The Aces on Bridge: Friday, January 22nd, 2016
If you quit on the process, you are quitting on the result.
Idowu Koyenikan
S | North |
---|---|
E-W | ♠ A J 10 8 6 5 ♥ K J 3 ♦ 6 5 ♣ Q 2 |
West | East |
---|---|
♠ 4 3 ♥ 10 8 7 4 2 ♦ 10 7 4 ♣ 6 4 3 |
♠ K Q 9 7 2 ♥ A Q 5 ♦ K 9 2 ♣ K 5 |
South |
---|
♠ — ♥ 9 6 ♦ A Q J 8 3 ♣ A J 10 9 8 7 |
South | West | North | East |
---|---|---|---|
1 ♣ | Pass | 1 ♠ | 1 NT |
2 ♦ | Pass | 2 ♥ | Pass |
3 ♦ | Pass | 3 ♠ | Pass |
4 ♣ | Pass | 5 ♣ | All pass |
♥4
In today’s deal you are East, defending five clubs. You might well disagree with North’s third call. Looking for a spade fit was somewhat optimistic; he should have closed his eyes and bid three no-trump, hoping to protect his hearts and expecting to be able to run one or both minors without letting West on lead. Be that as it may, you have to defend to five clubs on partner’s incisive heart lead. Dummy plays the jack, and you are in the hot seat.
The size of the spot-card led tells you that your partner has five hearts at most, so declarer’s shape can be precisely deduced as 0-2-5-6. You must therefore cash your two heart winners before the rats get at them. What next?
You may feel like you are well placed to score one or both of your minor-suit kings. But imagine you exit with a diamond. Declarer finesses, ruffs out the diamonds, then finesses in clubs, and it is game over. The same applies on the exit of a low or high spade, while a small club allows declarer to make the same plays in a different order.
It may seem artificial, but there is one perfectly logical defense to set the game, 100 percent of the time, assuming your inferences about declarer’s handpattern are correct. Simply exit with the club king. Declarer must win in hand and can only reach dummy with a trump. Now he must lose a diamond, since you have killed his opportunity to ruff a diamond on the board.
There are various strong calls you might make now. One is to redouble, one to bid one no-trump, suggesting 18-19 or so. But partner passed your opening bid; are you really obliged to punish him when he has a Yarborough? I would pass for the time being, planning maybe to reopen if the opponents stop in two clubs, and otherwise to give up.
BID WITH THE ACES
♠ K Q 9 7 2 ♥ A Q 5 ♦ K 9 2 ♣ K 5 |
South | West | North | East |
---|---|---|---|
1 ♠ | Pass | Pass | Dbl. |
? |
Hi Bobby,
As South, would you have considered doubling 1NT on the basis that the hand is a misfit and East is "IN sandwich"? Similarly, although trap passes are out of fashion (and the tendency to reply on very little to opening bids shows why, is East's bid that sensible? 1N is going for a number and 2H is hardly great either. Where did East think he was going, especially as the lack of a WJO suggests West hasn't got much shape and/or many points?
Having said that, I'd have bid 1N too…..
Regards,
Iain
Hi Iain,
Also count on me to do the same thing. Sure, 1NT is awkward, especially when spades are not going to be a great source of tricks and take up a great deal of space in our hand as declarer, but anyone who tries to accurately predict what to expect will often be surprised.
In truth, such as the defensive problem which East could have (should have) solved, is by far the reason this hand was chosen, sometimes the bidding only becomes a byproduct of the presentation.
It is fun to talk about, but little to learn until more is known about what happens later.
In addition the absence of West making a weak jump overcall is almost a given, once EW is shown to be vulnerable. There are just no suits to have nor high cards to go with.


#### [Aim of the exercise]
Scan the entries for the word "plot", and copy every line where it appears.

#### [Provided data]
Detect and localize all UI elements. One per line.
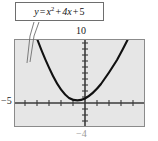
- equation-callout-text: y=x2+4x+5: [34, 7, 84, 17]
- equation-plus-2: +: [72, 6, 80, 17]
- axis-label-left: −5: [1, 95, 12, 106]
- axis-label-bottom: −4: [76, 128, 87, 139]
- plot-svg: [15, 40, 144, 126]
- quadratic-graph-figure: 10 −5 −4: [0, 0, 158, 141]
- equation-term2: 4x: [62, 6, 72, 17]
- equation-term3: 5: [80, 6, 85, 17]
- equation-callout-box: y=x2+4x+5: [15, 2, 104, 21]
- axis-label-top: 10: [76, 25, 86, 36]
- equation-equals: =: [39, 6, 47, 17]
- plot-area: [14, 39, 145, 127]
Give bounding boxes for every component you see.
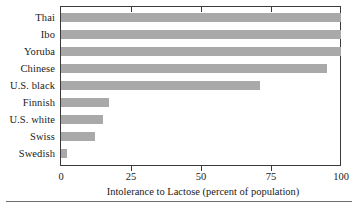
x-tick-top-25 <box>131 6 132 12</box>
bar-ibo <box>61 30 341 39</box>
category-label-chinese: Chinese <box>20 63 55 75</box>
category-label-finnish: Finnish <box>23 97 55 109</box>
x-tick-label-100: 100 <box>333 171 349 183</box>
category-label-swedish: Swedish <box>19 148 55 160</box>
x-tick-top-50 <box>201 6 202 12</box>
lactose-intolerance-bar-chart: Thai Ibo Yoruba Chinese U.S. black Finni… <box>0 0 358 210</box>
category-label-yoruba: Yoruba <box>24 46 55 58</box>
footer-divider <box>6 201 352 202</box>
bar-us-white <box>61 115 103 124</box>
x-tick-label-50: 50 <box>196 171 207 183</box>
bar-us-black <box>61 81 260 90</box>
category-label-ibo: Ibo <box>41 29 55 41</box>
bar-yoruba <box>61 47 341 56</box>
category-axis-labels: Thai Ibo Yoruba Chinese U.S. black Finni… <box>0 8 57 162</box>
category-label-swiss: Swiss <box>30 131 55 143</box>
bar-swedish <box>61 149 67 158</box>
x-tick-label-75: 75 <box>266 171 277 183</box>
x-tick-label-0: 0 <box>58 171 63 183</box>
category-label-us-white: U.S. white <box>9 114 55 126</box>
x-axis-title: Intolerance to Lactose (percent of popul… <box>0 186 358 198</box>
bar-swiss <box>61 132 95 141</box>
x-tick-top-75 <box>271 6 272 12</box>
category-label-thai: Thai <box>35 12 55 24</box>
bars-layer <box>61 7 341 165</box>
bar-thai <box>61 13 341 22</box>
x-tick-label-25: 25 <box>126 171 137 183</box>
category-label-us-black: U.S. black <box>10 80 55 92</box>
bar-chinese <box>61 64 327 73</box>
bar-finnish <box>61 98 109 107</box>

--

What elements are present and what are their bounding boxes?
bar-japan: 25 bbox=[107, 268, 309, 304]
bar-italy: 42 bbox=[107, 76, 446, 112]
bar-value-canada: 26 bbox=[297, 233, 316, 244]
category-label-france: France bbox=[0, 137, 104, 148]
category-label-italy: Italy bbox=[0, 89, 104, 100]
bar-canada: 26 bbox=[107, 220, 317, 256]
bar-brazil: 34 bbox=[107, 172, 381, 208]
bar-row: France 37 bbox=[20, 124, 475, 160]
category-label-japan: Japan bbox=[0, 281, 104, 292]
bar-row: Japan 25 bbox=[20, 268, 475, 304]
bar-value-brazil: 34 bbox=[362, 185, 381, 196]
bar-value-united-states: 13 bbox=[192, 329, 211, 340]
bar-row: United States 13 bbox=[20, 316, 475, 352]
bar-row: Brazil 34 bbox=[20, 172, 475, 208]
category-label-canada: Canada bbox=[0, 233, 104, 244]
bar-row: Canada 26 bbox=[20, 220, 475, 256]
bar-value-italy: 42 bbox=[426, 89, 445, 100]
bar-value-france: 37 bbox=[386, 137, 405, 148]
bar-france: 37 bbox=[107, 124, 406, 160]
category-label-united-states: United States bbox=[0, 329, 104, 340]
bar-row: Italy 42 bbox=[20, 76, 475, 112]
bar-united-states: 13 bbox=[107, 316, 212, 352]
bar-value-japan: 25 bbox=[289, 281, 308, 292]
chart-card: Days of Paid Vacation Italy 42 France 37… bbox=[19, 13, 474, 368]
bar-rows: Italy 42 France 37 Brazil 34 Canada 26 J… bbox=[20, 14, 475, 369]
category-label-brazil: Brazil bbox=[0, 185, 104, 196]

#### [Answer area]
- plot-svg: [15, 40, 144, 126]
- plot-area: [14, 39, 145, 127]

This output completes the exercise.